Melissa Chaudhry FEC link
Melissa Chaudhry campaign website
Melissa Chaudhry State Voter Guide

Adam Smith

Adam Smith

Adam Smith has represented Congressional District 9 since being first elected 28 years ago. Smith started his career as an attorney, and then was a prosecutor for the city of Seattle before he served in the state Legislature for five5 years. Smith, a Democrat, has served on the House Armed Services Committee since 2011 and is currently its ranking member. While he often leans progressive on issues such as housing, immigration and health care, he has been criticized from the left for not calling for an immediate ceasefire in the Israel-Hamas War and for other hawkish stances. Smith, who grew up in Sea-Tac, lives in Bellevue. Last year Smith published a memoir Lost and Broken: My Journey Back from Chronic Pain and Crippling Anxiety.

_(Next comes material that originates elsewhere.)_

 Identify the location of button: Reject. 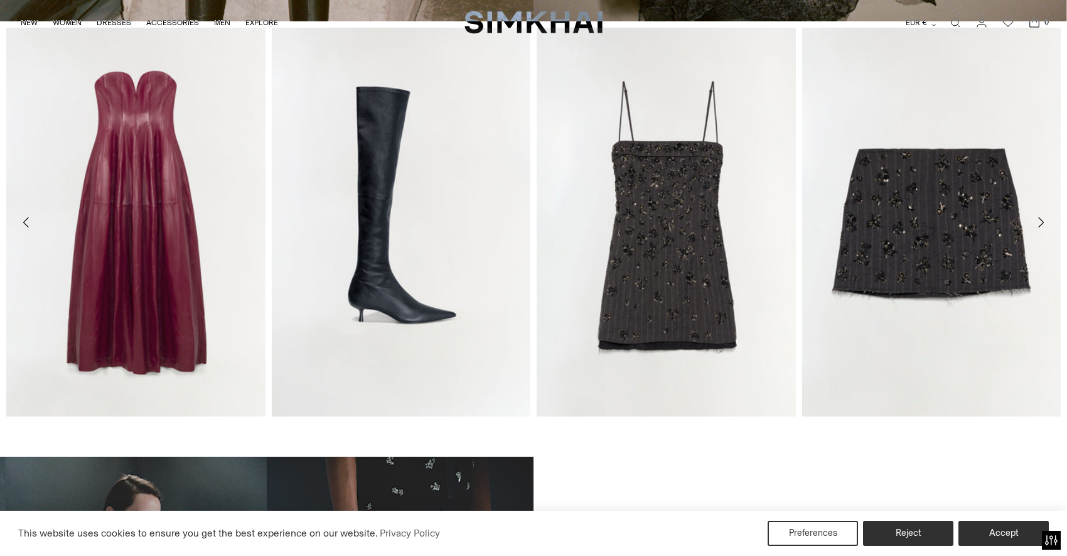
(909, 533).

Smith has a long list of endorsements, including from Gov. Jay Inslee, the Alliance for Gun Responsibility and several local lawmakers, Democratic groups and unions.

Adam Smith FEC link
Adam Smith campaign website
Adam Smith State Voter Guide

Related reading:
Three thoughts on Ukraine and China from Rep. Adam Smith (Cascade PBS)

Congressional District 10

The 10th Congressional District includes Olympia, stretches north to Puyallup and parts of Tacoma and south to Tumwater, including JBLM, the Nisqually Reservation and parts of the Puyallup Reservation. It is a relatively new district created after the 2010 Census. U.S. Rep. Marilyn Strickland, D-WA10, has represented the district in Congress since being elected in 2020, and faces six challengers.

Don Hewett

Don Hewett

Don Hewett, a Republican, says he believes that the government “should only provide those critical functions that cannot be performed by individuals or private organizations” and the federal government should allow as much as possible to be handled by lower-level governments. He also says he would push for securing the U.S. borders and requiring e-verify (the system for checking if an employee is authorized to work in the United States) for employment. He also supports strong military and policing. Hewett also supports U.S. energy independence and would push for more oil drilling and protect the Snake River Dams. He calls for the reduction of government spending and of home mortgage rates. Hewett also says he believes in equal rights, equal justice and equal opportunity for all, regardless of race, creed, sex, age or disability.

Don Hewett FEC link
Don Hewett campaign website
Don Hewett State Voter Guide

Marilyn Strickland

Marilyn Strickland

Marilyn Strickland, a Democrat and a former mayor of Tacoma, was first elected to Congress in 2020. Strickland was the first Black member of Congress from Washington state and also one of the first Korean American women ever elected to Congress (two other Korean American women California were elected that same night). Strickland says her priorities in Congress have included lowering drug costs, protecting Social Security and Medicare and supporting military members, veterans and their families. She says she has also secured more than $100 million in federal funding to help with roads, environment, public transit and public safety to the local area.